Monday 19 May 2008

Major revision

Since even Rory Bremner has seen fit to dust off his John Major impression (good Surrey tie and undoubtedly more fun than trying to do David Cameron and George Osborne) and JM now seems to be the benchmark for all things poor in a Prime Minister, it seems a good time to try to recall those not so halcyon days of the 1990s when JM was at the helm. And for those of you who have not read my CV, I should declare an interest as JM is undoubtedly the politician I know and have known best, as his Private Secretary as Chief Secretary at HMT, and then again in the Policy Unit at No.10.

One thing everyone forgets about John Major is that he was actually Prime Minister for a very long time - six and a half years - no Paul Martin and Kim Campbell he (short-lived Canadian PMs - check them out on wikipedia). Everyone remembers that he squeaked a chancy - Labour not quite ready, not sure about the welsh bloke election - in 1992 - but before that he was really quite popular. Partly because he wasn't Thatcher, but also because he defused the political time bomb of the day - the poll tax - with the council tax, because he did genuinely change the style of government to a more collegiate basis and partly because he seemed quite nice and normal. And remember that at the time, Maastricht was seen as a major (joke - he had to suffer a lot of those) negotiating triumph.

One of JM's problems was that his meteoric rise to the top meant that he did not come to No.10 with any particular agenda - and indeed was not elected on a particular mandate other than not being Heseltine. But the seeds of destruction of his Premiership were only in one respect self-sown - the decision to join the ERM in 1990 at too high a rate - though the consensus view at the time. For the rest what wrecked his Premiership was partly the country's fatigue with the Tories vs a still only semi electable Labour party, partly the legacy of the last 1980s boom and bust, but mainly the fact that the Tories failed to recover from the divisions over the manner of Thatcher's exit, and the fact that they were really deeply and genuinely split over Europe. To manage all that with a majority of 20 was the near impossibility that provided the backdrop to Major's last five years -- and to do that when your biggest move as Chancellor had backfired spectacularly was beyond impossible.

The need to get the Maastricht Bill through at almost all costs - with all votes on eh knife edge provided the background for all the time I was at No. 10. But despite that - even though there were some mad gesture politics going on to appease the right with Back to Basics as the nadir - the Major government does deserve to be remembered for some positive things. The Good Friday agreement would never have happened so quickly without the foundations being laid by the Downing Street declaration. The post ERM regime put in place by Lamont and then Clarke laid the foundations for Bank of England independence and they managed their way out of the early 1990s recession and took some tough decisions to get the pubic finances back on track. And the council tax - whatever its faults - has stuck.

So maybe there are worse things than being compared to John Major - and maybe the time is due for a Major revision.

1 comment:

Anonymous said...

Poor John Major ... constantly compared to Gordon Brown. Must be awful for him.

And you didn't mention sex. I can't imagine Gordon Brown pleasuring Edwina or her contemporary equivalent (Hazel Blears?) over the sofa in No 10. But it seems Major had some manly pulling power.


◆ **Task objective**
Where a picture appears, leave it out, and transcribe all the lines below exactly.

Extracts from a graphics dataset
===============

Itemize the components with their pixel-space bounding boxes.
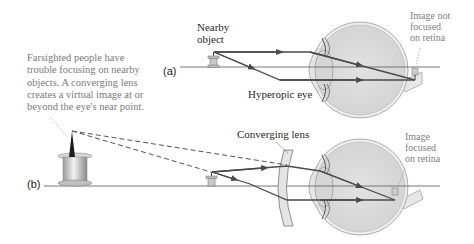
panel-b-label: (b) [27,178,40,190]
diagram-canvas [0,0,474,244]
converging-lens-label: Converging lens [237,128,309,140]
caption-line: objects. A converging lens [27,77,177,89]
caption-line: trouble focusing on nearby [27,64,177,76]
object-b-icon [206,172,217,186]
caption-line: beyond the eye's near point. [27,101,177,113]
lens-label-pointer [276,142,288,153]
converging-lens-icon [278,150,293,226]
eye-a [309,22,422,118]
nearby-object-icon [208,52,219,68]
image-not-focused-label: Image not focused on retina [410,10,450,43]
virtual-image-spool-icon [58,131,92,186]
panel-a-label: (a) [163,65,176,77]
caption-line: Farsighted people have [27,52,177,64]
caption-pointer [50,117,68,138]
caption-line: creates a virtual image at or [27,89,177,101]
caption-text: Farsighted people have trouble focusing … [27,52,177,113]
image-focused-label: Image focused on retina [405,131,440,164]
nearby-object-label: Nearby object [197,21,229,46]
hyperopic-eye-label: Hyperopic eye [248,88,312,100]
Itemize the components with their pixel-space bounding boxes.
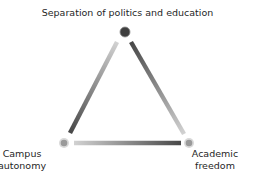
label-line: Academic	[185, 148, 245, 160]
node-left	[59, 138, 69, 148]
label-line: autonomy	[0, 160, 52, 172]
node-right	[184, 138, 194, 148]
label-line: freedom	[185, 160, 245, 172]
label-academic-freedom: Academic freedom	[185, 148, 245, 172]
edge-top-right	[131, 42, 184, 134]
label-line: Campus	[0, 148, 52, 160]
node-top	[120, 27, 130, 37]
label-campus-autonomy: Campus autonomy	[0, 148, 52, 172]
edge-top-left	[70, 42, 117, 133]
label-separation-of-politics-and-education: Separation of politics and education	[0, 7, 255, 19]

===============

◆ **Solution to this problem**
Itemize the components with their pixel-space bounding boxes.
panel-b-label: (b) [27,178,40,190]
diagram-canvas [0,0,474,244]
converging-lens-label: Converging lens [237,128,309,140]
caption-line: objects. A converging lens [27,77,177,89]
caption-line: trouble focusing on nearby [27,64,177,76]
object-b-icon [206,172,217,186]
caption-line: beyond the eye's near point. [27,101,177,113]
lens-label-pointer [276,142,288,153]
converging-lens-icon [278,150,293,226]
eye-a [309,22,422,118]
nearby-object-icon [208,52,219,68]
image-not-focused-label: Image not focused on retina [410,10,450,43]
virtual-image-spool-icon [58,131,92,186]
panel-a-label: (a) [163,65,176,77]
caption-line: Farsighted people have [27,52,177,64]
caption-pointer [50,117,68,138]
caption-line: creates a virtual image at or [27,89,177,101]
caption-text: Farsighted people have trouble focusing … [27,52,177,113]
image-focused-label: Image focused on retina [405,131,440,164]
nearby-object-label: Nearby object [197,21,229,46]
hyperopic-eye-label: Hyperopic eye [248,88,312,100]
Itemize the components with their pixel-space bounding boxes.
label-line: Academic	[185, 148, 245, 160]
node-left	[59, 138, 69, 148]
label-line: autonomy	[0, 160, 52, 172]
node-right	[184, 138, 194, 148]
label-line: freedom	[185, 160, 245, 172]
label-academic-freedom: Academic freedom	[185, 148, 245, 172]
edge-top-right	[131, 42, 184, 134]
label-line: Campus	[0, 148, 52, 160]
node-top	[120, 27, 130, 37]
label-campus-autonomy: Campus autonomy	[0, 148, 52, 172]
edge-top-left	[70, 42, 117, 133]
label-separation-of-politics-and-education: Separation of politics and education	[0, 7, 255, 19]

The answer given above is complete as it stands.